Total pages in book: 83
Estimated words: 80689 (not accurate)
Estimated Reading Time in minutes: 403(@200wpm)___ 323(@250wpm)___ 269(@300wpm)
Estimated words: 80689 (not accurate)
Estimated Reading Time in minutes: 403(@200wpm)___ 323(@250wpm)___ 269(@300wpm)
“All this time I’ve blamed myself for Father’s death,” I say, my fury so quiet.
“You are to blame!”
“No, I’m not. You are. For taking this to him, then lying about what you saw that day. You had Father believe in his last moments on this earth that I was a liar and deceived him about why Kieran killed himself.”
“Jonas, you have to read this.” He heads toward us, but Jonas throws his hand up, promptly rejecting it. “You have to see what a monster he is.” He winces, his forehead creasing. “Or are you as bad as he is? Is that it?”
“Simon, I did want Kieran. I wanted him even more than what’s in that journal. But the day that happened, I didn’t. Don’t you get that that’s all that matters? And when he did that to me, I realized he wasn’t the man I believed him to be; that the man in that journal didn’t exist. Because the man I wrote about would have never done that to me. I buried it because I was burying the memory of the man I created in my own mind.”
Simon bares his teeth like an animal as he charges me. “Stop it with your lies!” He strikes me in the face with the journal and tackles me to the bed. In my periphery, I see Jonas heading over to intervene, but our struggle ends with me on top of Simon, pinning his wrists to the mattress. He struggles in vain against my hold before screaming out, “Someone has to stop you! Someone has to fucking stop you! He loved me. He loved us.”
“No, he didn’t,” I say as a tear escapes my eyes and falls onto his cheek.
There’s a flash of something in his eyes. It’s the first time I’ve seen this vulnerability, this pain in him, as though he’s finally allowing himself to consider an unbearable reality. But then his face twists up, and he fights violently, thrusting his hips in an effort to buck me off him, but I’m too strong. And too fucking pissed.
“I’m glad you shared this with me, Simon. All these years I believed I was responsible for Father’s death, but now I know that’s not true. And I know he did believe me, and that’s why you did this. That’s why you had to turn him against me. And in doing so, you killed him.”
His chin quivers, his cheeks tremble. “No, I didn’t. No…no…”
“You don’t have to take responsibility for what Father did, but you have to take responsibility for what you did.”
He erupts into a fit of tears, giving up his struggle against me. “Why won’t you stop lying?”
It’s not the demand of before, but a plea.
I release him and slide off the bed, and he flies into a fit, crying out and bashing his fists against the mattress as he flails about.
It’s the tantrum of a child.
I let him have this as I retrieve my phone off the nightstand and take my journal from where it landed on the foot of the bed.
Jonas rests his hand on my shoulder, and I turn to him. Without words, I know that despite Simon’s attempt to turn him against me, just like he did with Father all those years ago, it didn’t work. And that despite the shame I carried about these pages for so long, he understands the truth. By the time I put my journal in the suitcase and zip it up, Simon finally wears himself down, now a sobbing mess on my sheets.
“Let’s go get your things,” I tell Jonas. “Anything I haven’t packed already can be replaced.”
Taking my suitcase in one hand and Jonas’s hand in the other, we start for the door.
“Ryan, you can’t leave me here!” Simon calls out. “You have to pay for what you did!”
As we reach the door, I stop and turn to him.
My brother’s still on his back, breathing heavily like all the events of tonight have finally caught up with him.
“Earlier today when I told Jonas I’d leave with him, I felt guilty. Like I needed to remain a ghost, suffering in this house to atone for my sins. But now that I know the truth, I realize this guilt hasn’t been mine to carry. I’m done haunting this house with you, so you’re going to have to haunt it alone now, Simon.”
Despite my anger, there’s sadness too. Just like when Kieran died, though I hated him, I couldn’t escape the mental and emotional chains binding us. And it’s so much stronger with Simon.
“Ryan, no,” he says, all that fury a whimper now.
I close the door.
Not just to this room, but to this part of my life.
33
JONAS
I follow Ryan into our motel room. Compared to the bedrooms at Hawthorne Heights, it’s a closet, struggling to accommodate twin-size beds and a media console. Cramped as it is, there’s relief in knowing we’re away from that place, somewhere Simon can’t see.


▶ _Exercise prompt_:
Copy out each line in the listing below where the word "bounding" appears.

▶ _Information provided_:
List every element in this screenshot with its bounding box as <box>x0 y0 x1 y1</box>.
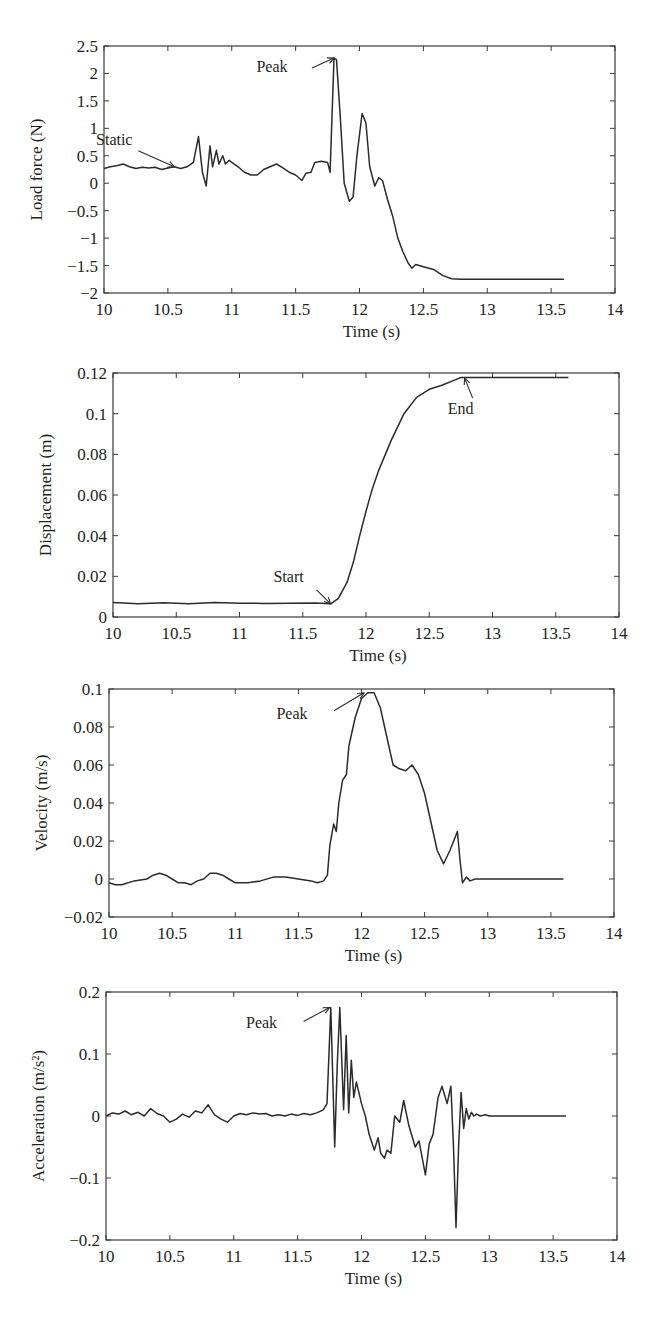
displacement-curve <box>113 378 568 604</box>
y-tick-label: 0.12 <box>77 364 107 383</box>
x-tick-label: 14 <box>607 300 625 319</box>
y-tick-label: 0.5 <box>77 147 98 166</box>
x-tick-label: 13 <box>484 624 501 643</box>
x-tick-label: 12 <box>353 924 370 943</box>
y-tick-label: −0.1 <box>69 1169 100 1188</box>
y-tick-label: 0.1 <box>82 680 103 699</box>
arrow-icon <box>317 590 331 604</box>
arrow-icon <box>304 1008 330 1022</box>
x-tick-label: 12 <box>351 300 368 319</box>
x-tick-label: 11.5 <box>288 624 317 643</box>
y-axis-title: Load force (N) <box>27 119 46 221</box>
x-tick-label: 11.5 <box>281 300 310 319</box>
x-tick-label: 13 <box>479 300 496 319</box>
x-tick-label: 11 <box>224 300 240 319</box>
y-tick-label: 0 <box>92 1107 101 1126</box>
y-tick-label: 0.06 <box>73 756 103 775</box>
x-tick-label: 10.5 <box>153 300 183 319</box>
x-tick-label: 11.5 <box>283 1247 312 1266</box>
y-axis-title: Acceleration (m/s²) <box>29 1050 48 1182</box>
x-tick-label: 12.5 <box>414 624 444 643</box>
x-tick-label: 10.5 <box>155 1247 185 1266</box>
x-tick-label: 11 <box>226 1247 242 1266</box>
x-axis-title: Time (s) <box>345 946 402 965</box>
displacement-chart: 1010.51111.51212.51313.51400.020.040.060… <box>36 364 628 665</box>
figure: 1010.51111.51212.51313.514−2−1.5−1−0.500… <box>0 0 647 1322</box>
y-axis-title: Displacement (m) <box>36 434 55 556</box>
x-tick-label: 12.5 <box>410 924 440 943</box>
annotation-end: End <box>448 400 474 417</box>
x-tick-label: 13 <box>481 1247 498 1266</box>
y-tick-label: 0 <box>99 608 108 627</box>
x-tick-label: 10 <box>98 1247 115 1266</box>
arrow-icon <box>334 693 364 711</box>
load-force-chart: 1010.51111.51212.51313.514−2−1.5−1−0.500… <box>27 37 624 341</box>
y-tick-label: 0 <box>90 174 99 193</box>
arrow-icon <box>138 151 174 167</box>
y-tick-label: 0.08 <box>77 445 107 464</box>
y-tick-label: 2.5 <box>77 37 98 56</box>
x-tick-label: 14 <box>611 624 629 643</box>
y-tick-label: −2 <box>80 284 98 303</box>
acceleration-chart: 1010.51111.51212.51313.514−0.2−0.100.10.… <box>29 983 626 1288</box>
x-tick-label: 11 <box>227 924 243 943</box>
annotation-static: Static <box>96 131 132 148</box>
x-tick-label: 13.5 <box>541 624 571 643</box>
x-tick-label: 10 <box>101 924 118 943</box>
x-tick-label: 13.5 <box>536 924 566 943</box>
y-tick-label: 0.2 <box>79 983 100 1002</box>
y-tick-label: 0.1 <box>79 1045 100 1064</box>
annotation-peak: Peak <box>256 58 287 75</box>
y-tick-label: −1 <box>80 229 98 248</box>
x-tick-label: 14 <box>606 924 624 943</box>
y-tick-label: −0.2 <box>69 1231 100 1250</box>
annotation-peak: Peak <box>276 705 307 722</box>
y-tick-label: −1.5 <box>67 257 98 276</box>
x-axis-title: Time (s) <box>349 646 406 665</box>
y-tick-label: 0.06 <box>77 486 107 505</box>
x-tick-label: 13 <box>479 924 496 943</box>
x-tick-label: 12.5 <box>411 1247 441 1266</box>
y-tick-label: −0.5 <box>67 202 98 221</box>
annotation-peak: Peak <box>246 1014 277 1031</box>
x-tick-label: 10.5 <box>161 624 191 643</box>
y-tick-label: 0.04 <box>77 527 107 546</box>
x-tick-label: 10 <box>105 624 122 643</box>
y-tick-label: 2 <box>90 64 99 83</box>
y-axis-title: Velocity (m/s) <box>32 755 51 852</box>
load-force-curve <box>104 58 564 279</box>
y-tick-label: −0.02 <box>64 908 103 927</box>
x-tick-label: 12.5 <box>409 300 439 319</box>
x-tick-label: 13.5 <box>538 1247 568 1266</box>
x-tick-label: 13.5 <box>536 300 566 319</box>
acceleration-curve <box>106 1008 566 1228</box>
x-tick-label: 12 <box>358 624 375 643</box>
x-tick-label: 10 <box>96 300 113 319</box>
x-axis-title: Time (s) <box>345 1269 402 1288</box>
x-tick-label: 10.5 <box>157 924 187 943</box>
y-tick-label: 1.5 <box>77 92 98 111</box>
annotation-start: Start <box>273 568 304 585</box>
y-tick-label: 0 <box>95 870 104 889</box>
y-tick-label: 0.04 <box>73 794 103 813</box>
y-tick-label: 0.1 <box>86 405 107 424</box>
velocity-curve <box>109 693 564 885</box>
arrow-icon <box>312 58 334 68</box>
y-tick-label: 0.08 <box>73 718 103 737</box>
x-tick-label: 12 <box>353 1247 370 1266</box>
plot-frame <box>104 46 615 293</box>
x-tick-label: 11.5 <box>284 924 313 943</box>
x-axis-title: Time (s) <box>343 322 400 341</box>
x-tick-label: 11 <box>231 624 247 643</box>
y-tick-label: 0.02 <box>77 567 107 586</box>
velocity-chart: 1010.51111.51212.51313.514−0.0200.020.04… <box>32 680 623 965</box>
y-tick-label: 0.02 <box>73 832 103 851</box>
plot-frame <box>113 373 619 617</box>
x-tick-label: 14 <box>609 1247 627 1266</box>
---
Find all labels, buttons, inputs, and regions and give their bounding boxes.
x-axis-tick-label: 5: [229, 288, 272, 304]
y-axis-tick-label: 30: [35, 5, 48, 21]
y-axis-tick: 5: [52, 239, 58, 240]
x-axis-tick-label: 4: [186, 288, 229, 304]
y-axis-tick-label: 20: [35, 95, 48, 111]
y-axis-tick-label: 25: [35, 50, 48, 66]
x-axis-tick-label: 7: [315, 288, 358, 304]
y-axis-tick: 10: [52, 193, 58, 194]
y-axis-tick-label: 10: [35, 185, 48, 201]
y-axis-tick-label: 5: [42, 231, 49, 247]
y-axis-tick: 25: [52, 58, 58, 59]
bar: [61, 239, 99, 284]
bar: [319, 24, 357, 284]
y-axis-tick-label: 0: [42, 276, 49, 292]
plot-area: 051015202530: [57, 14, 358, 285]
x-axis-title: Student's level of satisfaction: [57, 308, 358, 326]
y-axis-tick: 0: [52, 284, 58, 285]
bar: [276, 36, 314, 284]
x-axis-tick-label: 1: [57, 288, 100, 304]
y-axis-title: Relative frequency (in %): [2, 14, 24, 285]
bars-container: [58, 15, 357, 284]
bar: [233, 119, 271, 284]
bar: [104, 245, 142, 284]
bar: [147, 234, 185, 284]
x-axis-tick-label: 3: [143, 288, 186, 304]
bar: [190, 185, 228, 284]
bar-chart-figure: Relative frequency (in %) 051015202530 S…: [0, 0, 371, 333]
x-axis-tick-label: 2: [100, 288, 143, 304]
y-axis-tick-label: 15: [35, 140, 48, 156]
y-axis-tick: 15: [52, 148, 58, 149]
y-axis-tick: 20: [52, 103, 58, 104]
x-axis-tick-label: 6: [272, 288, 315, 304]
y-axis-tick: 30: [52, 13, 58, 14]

▶ _Result of the task_:
List every element in this screenshot with its bounding box as <box>x0 y0 x1 y1</box>.
Find all labels, buttons, inputs, and regions and give their bounding boxes.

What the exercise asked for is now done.